Sunday, December 22, 2024

Juárez swamped with migrants; over 1,000 arrived in just 4 days this week

International migrants and Mexicans who have been deported from the United States are flooding into Ciudad Juárez, Chihuahua, placing a heavy strain on local resources.

More than 1,000 migrants arrived in the northern border city this week, 95% of whom are Cubans who were previously stranded in Chiapas as they waited to be issued with transit visas.

Enrique Valenzuela, director of the State Population Commission (Coespo), said that an average of 62 migrants arrived daily in Juárez during January and February but the number spiked to 110 in March.

This week, 260 migrants arrived on Monday, 252 on Tuesday, 350 on Wednesday and 177 yesterday, adding up to a total of 1,039.

Since October, more than 12,000 migrants have arrived in Ciudad Juárez, and at least 3,200 remain in the city.

Most faced – or continue to face – long waits to request asylum due to the introduction of a “metering” system that limits the number of cases United States immigration authorities will hear on a daily basis.

While the number of would-be asylum seekers arriving in Juárez is on the rise, so too is the number of people sent to the border city by United States authorities.

According to Coespo, there were 1,300 repatriations to Ciudad Juárez in each of January and February but in March the figure increased to 1,800.

In light of the situation, municipal authorities are asking state governments to cover the costs of returning Mexican deportees to their places of origin.

“[Mayor Héctor Armando Cabada] is talking to all the states so that they support their fellow citizens; we can’t leave them here,” said municipal human rights director Rogelio Pinal.

He pointed out that many deportees arrive without any money or the legal documents they need to find work in Mexico.

Four states – Aguascalientes, Jalisco, Colima and México – have so far agreed to pay travel costs so that those deported from the United States can return to their home towns in Mexico.

The federal government allocated 10.7 million pesos (US $570,000) to a migrant support fund last year to help states cover accommodation and transportation expenses for deported Mexicans but no additional funding was provided for 2019.

Chihuahua Governor Javier Corral met with Interior Secretariat (Segob) undersecretary Zoé Robledo this week to request that the funding be reinstated.

In addition to would-be asylum seekers and deportees, non-Mexican migrants who are awaiting the outcome of their asylum requests in the United States are also being sent to Ciudad Juárez.

The United States government resumed its so-called “Remain in Mexico” policy this week after halting it for a few days following a federal court ruling.

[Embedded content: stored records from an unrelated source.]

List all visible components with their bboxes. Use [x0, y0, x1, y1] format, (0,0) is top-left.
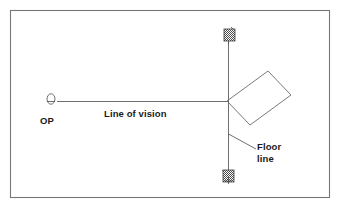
observer-head-symbol: [47, 94, 55, 104]
label-floor-line-second: line: [257, 153, 274, 164]
diagram-canvas: OP Line of vision Floor line: [0, 0, 340, 209]
diagram-frame: [11, 11, 330, 198]
label-line-of-vision: Line of vision: [104, 108, 167, 119]
diagram-svg: OP Line of vision Floor line: [0, 0, 340, 209]
tilted-rectangle: [227, 71, 291, 125]
floor-line-leader: [229, 134, 257, 149]
hatched-marker-bottom: [222, 170, 234, 184]
hatched-marker-top: [224, 27, 235, 44]
label-floor-line-first: Floor: [257, 141, 281, 152]
label-observer-point: OP: [40, 115, 54, 126]
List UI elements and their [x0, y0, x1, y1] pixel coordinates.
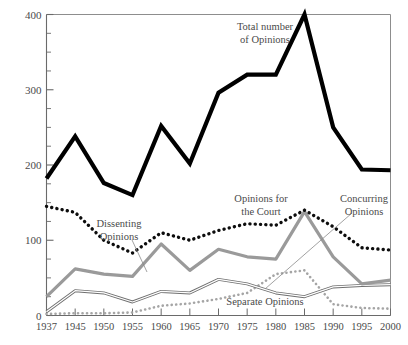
annotation-line: Dissenting	[97, 218, 143, 229]
annotation-separate-opinions: Separate Opinions	[226, 296, 303, 307]
chart-container: 0100200300400193719451950195519601965197…	[0, 0, 408, 345]
opinions-line-chart: 0100200300400193719451950195519601965197…	[0, 0, 408, 345]
y-tick-label: 200	[25, 159, 42, 171]
series-concurring-opinions	[47, 279, 391, 311]
annotation-opinions-for-the-court: Opinions forthe Court	[234, 193, 288, 217]
x-tick-label: 1955	[122, 321, 143, 332]
x-tick-label: 2000	[380, 321, 401, 332]
x-tick-label: 1945	[65, 321, 86, 332]
x-tick-label: 1975	[237, 321, 258, 332]
x-tick-label: 1960	[151, 321, 172, 332]
annotation-line: Opinions	[100, 231, 139, 242]
annotation-concurring-opinions: ConcurringOpinions	[340, 193, 389, 217]
axes-frame	[47, 15, 391, 316]
y-axis-ticks	[47, 15, 54, 316]
annotation-line: Opinions	[345, 206, 384, 217]
annotation-line: Opinions for	[234, 193, 288, 204]
series-total-number-of-opinions	[47, 15, 391, 196]
x-axis-ticks	[47, 309, 391, 316]
x-tick-label: 1965	[179, 321, 200, 332]
x-axis-tick-labels: 1937194519501955196019651970197519801985…	[36, 321, 401, 332]
x-tick-label: 1970	[208, 321, 229, 332]
x-tick-label: 1937	[36, 321, 57, 332]
annotation-line: the Court	[241, 206, 280, 217]
annotation-dissenting-opinions: DissentingOpinions	[97, 218, 143, 242]
y-tick-label: 400	[25, 9, 42, 21]
x-tick-label: 1980	[265, 321, 286, 332]
x-tick-label: 1995	[351, 321, 372, 332]
annotation-line: of Opinions	[240, 34, 290, 45]
x-tick-label: 1950	[93, 321, 114, 332]
x-tick-label: 1985	[294, 321, 315, 332]
annotations: Total numberof OpinionsDissentingOpinion…	[97, 21, 389, 307]
annotation-line: Separate Opinions	[226, 296, 303, 307]
annotation-total-opinions: Total numberof Opinions	[237, 21, 294, 45]
series-opinions-for-the-court	[47, 206, 391, 253]
y-axis-tick-labels: 0100200300400	[25, 9, 42, 322]
annotation-leader-lines	[132, 213, 352, 289]
annotation-line: Concurring	[340, 193, 389, 204]
y-tick-label: 100	[25, 234, 42, 246]
x-tick-label: 1990	[323, 321, 344, 332]
y-tick-label: 300	[25, 84, 42, 96]
annotation-line: Total number	[237, 21, 294, 32]
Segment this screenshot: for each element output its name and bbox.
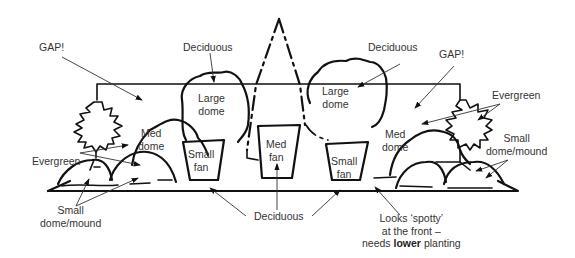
label-deciduous-bottom: Deciduous (254, 210, 304, 223)
label-deciduous-top-left: Deciduous (183, 41, 233, 54)
plant-label-small-fan-right: Small fan (331, 155, 357, 180)
label-small-dome-right: Small dome/mound (486, 132, 547, 157)
small-mounds-right (374, 162, 504, 188)
ground-line (48, 181, 518, 191)
back-wall (97, 84, 460, 100)
planting-diagram: GAP! Deciduous Deciduous GAP! Evergreen … (0, 0, 575, 258)
plant-label-large-dome-right: Large dome (322, 85, 349, 110)
label-evergreen-left: Evergreen (32, 155, 80, 168)
plant-label-med-dome-left: Med dome (138, 127, 164, 152)
plant-label-large-dome-left: Large dome (198, 92, 225, 117)
plant-label-med-dome-right: Med dome (382, 128, 408, 153)
label-evergreen-right: Evergreen (492, 89, 540, 102)
plant-label-small-fan-left: Small fan (188, 148, 214, 173)
evergreen-right-shape (436, 100, 492, 170)
label-gap-left: GAP! (39, 41, 64, 54)
label-small-dome-left: Small dome/mound (40, 204, 101, 229)
label-deciduous-top-right: Deciduous (368, 41, 418, 54)
label-looks-spotty: Looks ‘spotty’ at the front – needs lowe… (362, 212, 461, 250)
label-gap-right: GAP! (439, 48, 464, 61)
plant-label-med-fan-center: Med fan (266, 138, 286, 163)
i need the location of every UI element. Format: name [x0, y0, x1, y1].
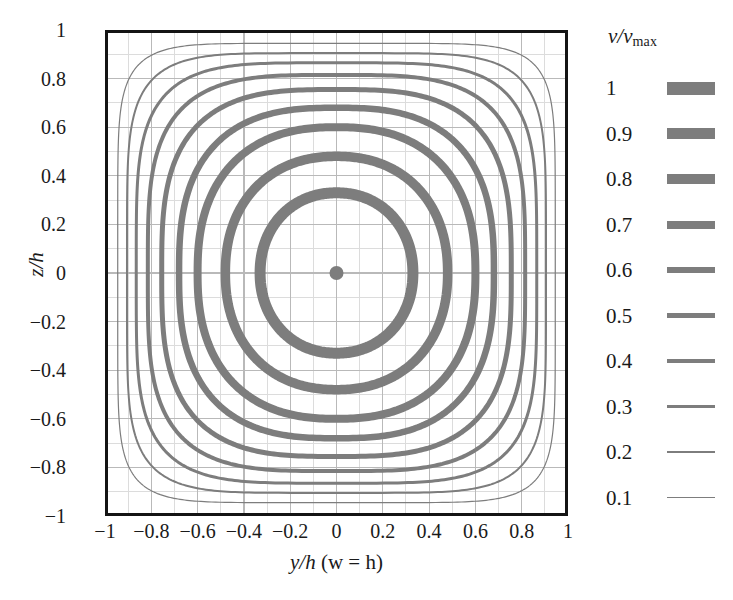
center-point-marker	[330, 266, 344, 280]
x-tick-label: 0.6	[463, 521, 488, 541]
legend-entry-label: 0.8	[606, 167, 658, 191]
legend-entry-swatch	[667, 497, 715, 498]
y-axis-title: z/h	[24, 205, 49, 325]
y-tick-label: −1	[45, 506, 66, 526]
y-tick-label: 0	[56, 263, 66, 283]
legend-title-subscript: max	[632, 34, 657, 49]
legend-title: v/vmax	[608, 24, 657, 50]
x-axis-title-var: y/h	[290, 550, 316, 574]
x-tick-label: 0.8	[509, 521, 534, 541]
legend-entry-swatch	[667, 128, 715, 139]
legend-entry-swatch	[667, 451, 715, 453]
x-tick-label: 0.2	[370, 521, 395, 541]
legend-entry: 0.5	[598, 304, 733, 328]
x-tick-label: 1	[563, 521, 573, 541]
legend-entry: 0.8	[598, 167, 733, 191]
legend-entry-label: 0.9	[606, 122, 658, 146]
x-tick-label: 0.4	[417, 521, 442, 541]
x-tick-label: −0.8	[133, 521, 169, 541]
x-tick-label: −0.4	[226, 521, 262, 541]
y-tick-label: 1	[56, 20, 66, 40]
x-tick-label: −1	[94, 521, 115, 541]
legend-entry-swatch	[667, 405, 715, 408]
legend-entry-swatch	[667, 174, 715, 184]
legend-entry-swatch	[667, 313, 715, 318]
legend-entry: 0.9	[598, 122, 733, 146]
contour-figure: −1−0.8−0.6−0.4−0.200.20.40.60.81 10.80.6…	[0, 0, 733, 600]
y-tick-label: −0.8	[30, 457, 66, 477]
legend-entry: 0.1	[598, 486, 733, 510]
y-tick-label: 0.8	[41, 69, 66, 89]
legend-entry-swatch	[667, 82, 715, 95]
y-tick-label: 0.6	[41, 117, 66, 137]
legend-entry-swatch	[667, 267, 715, 274]
x-axis-title: y/h (w = h)	[105, 550, 568, 575]
legend-entry: 1	[598, 76, 733, 100]
legend-entry-label: 0.4	[606, 349, 658, 373]
legend-entry-label: 0.1	[606, 486, 658, 510]
x-tick-label: −0.2	[272, 521, 308, 541]
legend-entry-label: 0.2	[606, 440, 658, 464]
legend-entry: 0.6	[598, 258, 733, 282]
legend-entry-label: 0.5	[606, 304, 658, 328]
legend-entry-label: 0.7	[606, 213, 658, 237]
y-tick-label: −0.4	[30, 360, 66, 380]
legend-entry-swatch	[667, 221, 715, 229]
legend-entry-swatch	[667, 359, 715, 363]
x-tick-label: 0	[332, 521, 342, 541]
legend-entry: 0.7	[598, 213, 733, 237]
y-tick-label: 0.4	[41, 166, 66, 186]
legend: v/vmax 10.90.80.70.60.50.40.30.20.1	[598, 24, 733, 524]
contour-center-dot	[330, 266, 344, 280]
legend-entry-label: 0.6	[606, 258, 658, 282]
plot-area	[105, 30, 568, 516]
contour-canvas	[105, 30, 568, 516]
legend-entry: 0.2	[598, 440, 733, 464]
legend-entry: 0.3	[598, 395, 733, 419]
y-tick-label: −0.6	[30, 409, 66, 429]
legend-entry-label: 1	[606, 76, 658, 100]
x-tick-label: −0.6	[179, 521, 215, 541]
legend-title-var: v/v	[608, 24, 632, 48]
legend-entry-label: 0.3	[606, 395, 658, 419]
x-axis-title-paren: (w = h)	[316, 550, 383, 574]
legend-entry: 0.4	[598, 349, 733, 373]
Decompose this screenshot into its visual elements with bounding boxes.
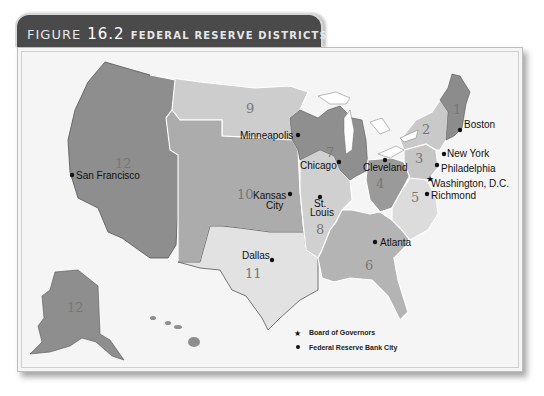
legend: ★ Board of Governors Federal Reserve Ban… xyxy=(294,329,397,352)
svg-text:Dallas: Dallas xyxy=(242,250,270,261)
svg-text:San Francisco: San Francisco xyxy=(76,170,140,181)
city-chicago: Chicago xyxy=(300,160,341,171)
district-number-12: 12 xyxy=(115,156,132,171)
star-icon: ★ xyxy=(294,329,301,338)
district-12-hawaii xyxy=(150,316,200,347)
svg-text:City: City xyxy=(266,200,283,211)
legend-item-board: ★ Board of Governors xyxy=(294,329,375,338)
legend-label-bank: Federal Reserve Bank City xyxy=(309,344,397,352)
district-number-6: 6 xyxy=(365,258,373,273)
city-richmond: Richmond xyxy=(425,190,476,201)
district-number-2: 2 xyxy=(422,122,430,137)
city-boston: Boston xyxy=(458,119,495,132)
city-washington-dc: ★ Washington, D.C. xyxy=(426,174,509,189)
svg-text:Louis: Louis xyxy=(310,207,334,218)
city-minneapolis: Minneapolis xyxy=(240,130,300,141)
svg-text:Chicago: Chicago xyxy=(300,160,337,171)
federal-reserve-map: 1 2 3 4 5 6 7 8 9 10 11 12 12 Boston New… xyxy=(0,0,544,396)
svg-text:Atlanta: Atlanta xyxy=(380,237,412,248)
district-number-7: 7 xyxy=(326,145,334,160)
district-number-10: 10 xyxy=(237,187,254,202)
city-philadelphia: Philadelphia xyxy=(435,163,496,174)
svg-text:Cleveland: Cleveland xyxy=(363,162,407,173)
svg-text:Minneapolis: Minneapolis xyxy=(240,130,293,141)
city-dallas: Dallas xyxy=(242,250,274,262)
district-number-12-alaska: 12 xyxy=(67,300,84,315)
svg-text:Richmond: Richmond xyxy=(431,190,476,201)
city-san-francisco: San Francisco xyxy=(70,170,141,181)
district-number-3: 3 xyxy=(415,151,423,166)
district-number-9: 9 xyxy=(246,101,254,116)
svg-text:Boston: Boston xyxy=(464,119,495,130)
district-number-11: 11 xyxy=(245,266,262,281)
dot-icon xyxy=(296,345,300,349)
svg-text:Philadelphia: Philadelphia xyxy=(441,163,496,174)
legend-item-bank: Federal Reserve Bank City xyxy=(296,344,397,352)
legend-label-board: Board of Governors xyxy=(309,329,375,336)
district-number-5: 5 xyxy=(411,190,419,205)
district-number-4: 4 xyxy=(376,176,384,191)
svg-text:New York: New York xyxy=(447,148,490,159)
district-number-8: 8 xyxy=(316,222,324,237)
city-new-york: New York xyxy=(442,148,490,159)
district-12-alaska xyxy=(30,270,124,360)
district-number-1: 1 xyxy=(453,102,461,117)
svg-text:Washington, D.C.: Washington, D.C. xyxy=(431,178,509,189)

On April 8, Judge Richard Seeborg in San Francisco blocked the Trump administration from returning asylum seekers to Mexico on the grounds that its policy “lacks sufficient protections against aliens being returned to places where they face undue risk to their lives or freedom.”

However, an appeals court last Friday overturned the ruling, allowing the U.S. government to resume the policy.

The Mexican government has rejected the “Remain in Mexico scheme,” which is officially called the Migrant Protection Protocols, although it has accepted returning migrants “for humanitarian reasons.”

United States authorities this week returned 75 migrants to Ciudad Juárez under the scheme, the newspaper El Diario reported, and almost 400 migrants, most from Central America, have now been sent to the city to wait for their asylum cases to be heard in the U.S.

Most have been staying in shelters or churches but one group of 38 migrants is currently housed in a fire station, the newspaper Reforma said.

Some have chosen to return to their countries of origin rather than waiting in Juárez with no certainty about when they will be summoned to appear in court.

However, there is some evidence that the wait will not be as long as many migrants expect, although it appears that those traveling with children are being given priority.

Francisco Javier Calvillo, a priest and director of the Casa del Migrante shelter in Ciudad Juárez, said that four families were summoned by United States authorities on Wednesday and that two women and one man – each of whom were staying in the city with a child – were called yesterday.

“They crossed [the border] and they haven’t told us anything but they haven’t returned,” he said.